Neither bet is wrong. One prioritises owning the full guest journey. The other prioritises owning the supply relationship and placing it everywhere demand already lives.
Uber Is the Biggest Channel in a Network That’s Been Running Since 2024
How Expedia’s B2B distribution strategy was built
The Vrbo Uber integration is the latest move in a strategy Expedia has been running since at least late 2024. In September 2025, Expedia began pushing eligible Vrbo listings into its B2B partner network — 70,000 businesses and 160,000 travel agents. Delta, Alaska Airlines, and Revolut were among the first partners to distribute Vrbo supply. By Q4 2025, Expedia’s B2B segment had grown gross bookings by 24%, with vacation rentals feeding directly into that engine.
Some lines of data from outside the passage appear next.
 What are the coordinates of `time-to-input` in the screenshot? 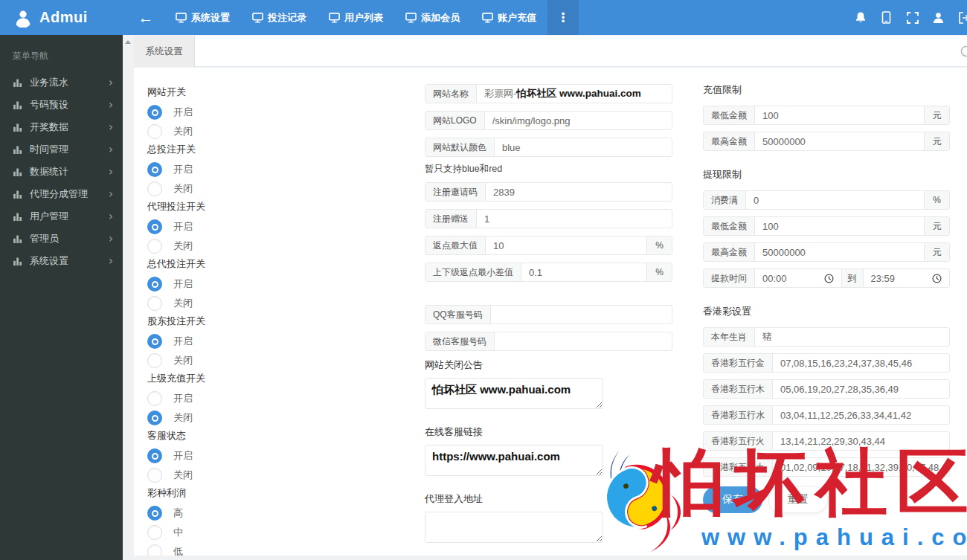 It's located at (900, 278).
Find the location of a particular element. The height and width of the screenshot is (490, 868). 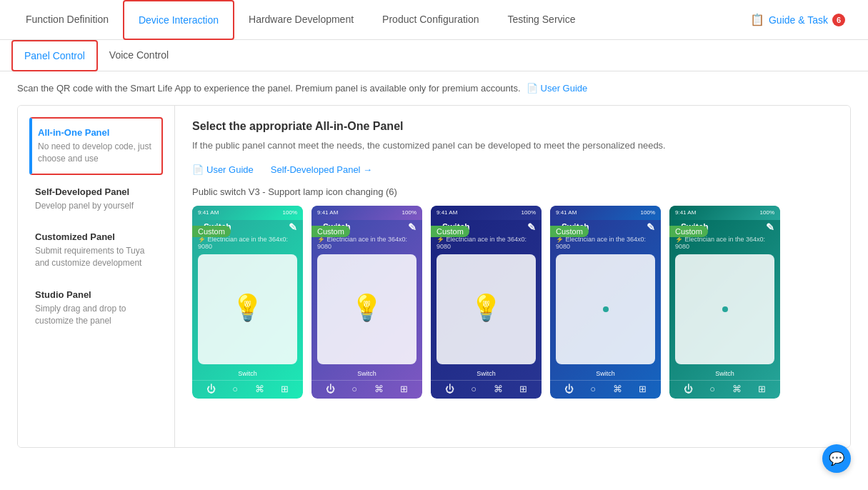

sidebar-item-desc-customized: Submit requirements to Tuya and customiz… is located at coordinates (96, 257).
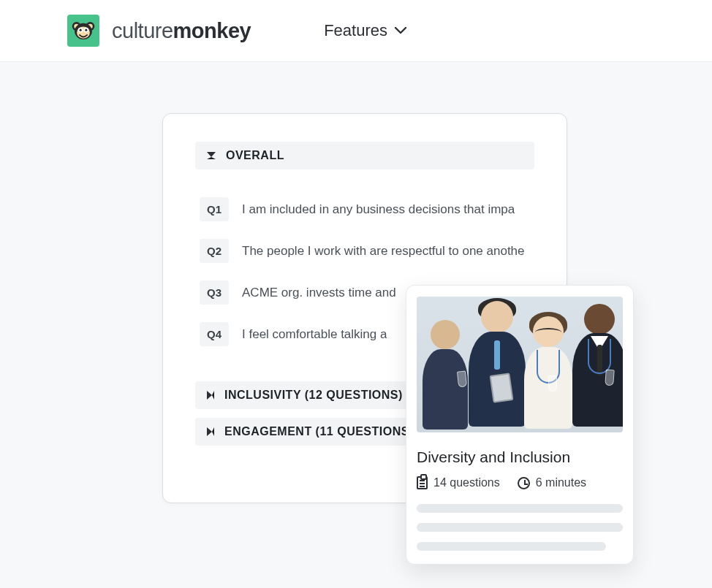 The image size is (712, 588). What do you see at coordinates (520, 364) in the screenshot?
I see `template-card-image` at bounding box center [520, 364].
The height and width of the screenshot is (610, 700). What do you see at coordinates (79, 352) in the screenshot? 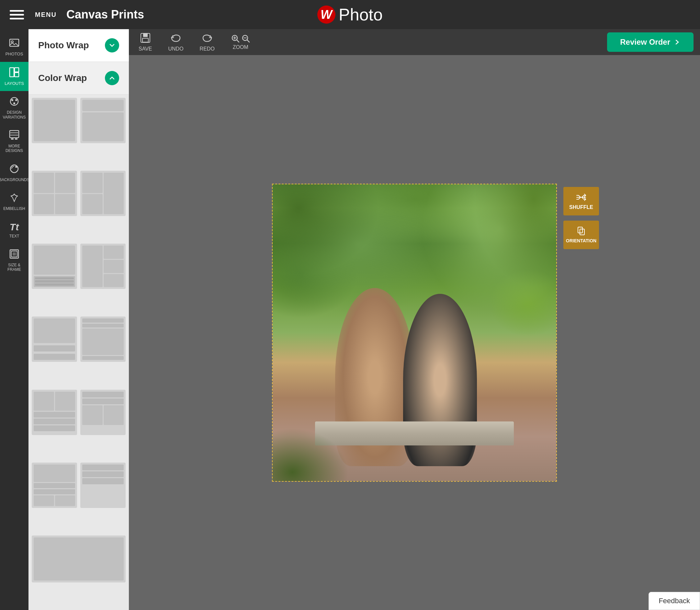
I see `layout-grid` at bounding box center [79, 352].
The implication was already clear then: Vrbo listings could appear in airline booking flows, fintech apps, and through travel agents — without operators changing anything. Tim Rosolio, Vrbo’s VP of Partner Success, described the approach as “meeting partners where demand already lives.”
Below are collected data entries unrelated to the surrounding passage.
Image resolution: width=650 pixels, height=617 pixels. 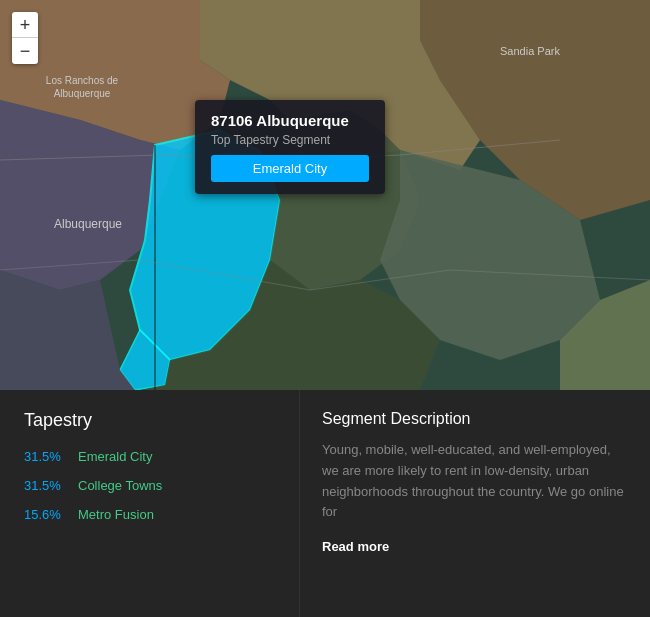 I want to click on svg-text: Sandia Park, so click(x=530, y=51).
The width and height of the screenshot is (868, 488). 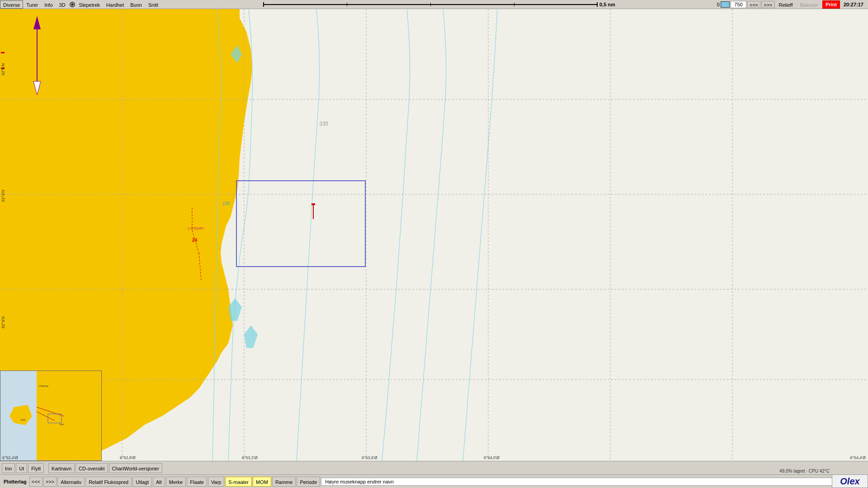 I want to click on bakover-btn: Bakover, so click(x=809, y=5).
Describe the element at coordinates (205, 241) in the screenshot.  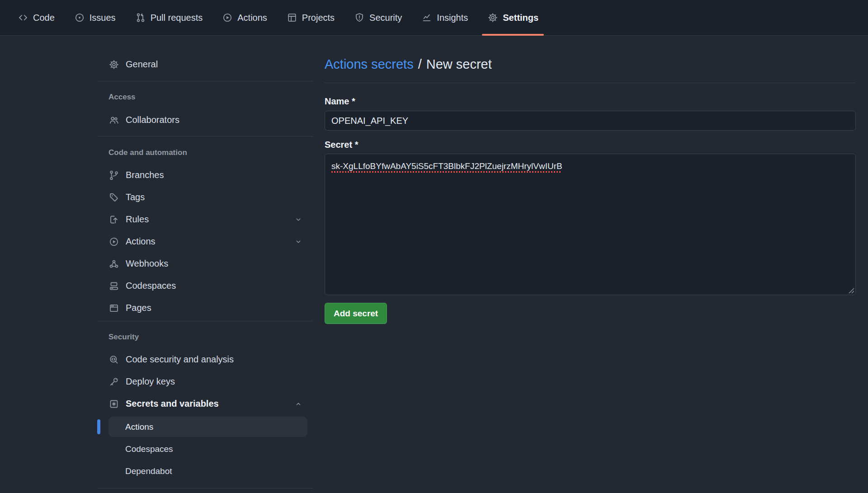
I see `sidebar-item-actions: Actions` at that location.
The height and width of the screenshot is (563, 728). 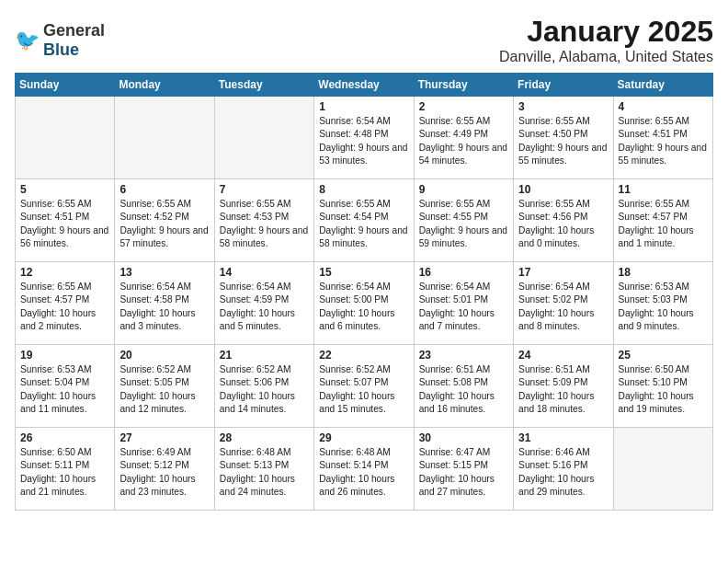 I want to click on calendar-cell: 15Sunrise: 6:54 AMSunset: 5:00 PMDayligh…, so click(x=364, y=304).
Why Uber is a different kind of channel
Revolut has heavy traveler usage. Delta and Alaska Airlines catch high-intent bookers mid-trip-planning. Uber is different — it is infrastructure. People open it dozens of times a month without travel on their minds. The Vrbo Uber integration places short-term rental inventory in front of users before they start looking — the difference between being found and being there first.
Listing Quality Now Decides Which Properties Enter These Channels
The eligibility gate
Expedia’s B2B distribution strategy only converts into bookings if properties clear its eligibility thresholds. Vrbo’s Premier Host program is moving to listing-level recognition in 2026, with stricter acceptance rate, cancellation, and review rating requirements. Quality now determines which listings surface in external channels — and the Vrbo Uber integration will be no different. Managers who treat quality metrics as a compliance exercise rather than a distribution lever will find themselves excluded from the channels where Expedia is investing.
The wider question
Expedia already has banks, airlines, and a global mobility platform distributing Vrbo vacation rental supply. The next candidates are platforms where travel intent sits just below the surface — super-apps, loyalty programs, corporate travel tools. Expedia’s stated goal is to tap the “full breadth” of its ecosystem. The Vrbo Uber integration suggests that breadth is larger than the industry has priced in.
Property managers do not need to do anything differently today. But the ones who understand that their Vrbo listing will soon be visible inside a ride-hailing app used by hundreds of millions of people — and who treat their quality metrics as a distribution lever, not a compliance task — are the ones positioned to capture what Expedia’s B2B distribution strategy is building toward.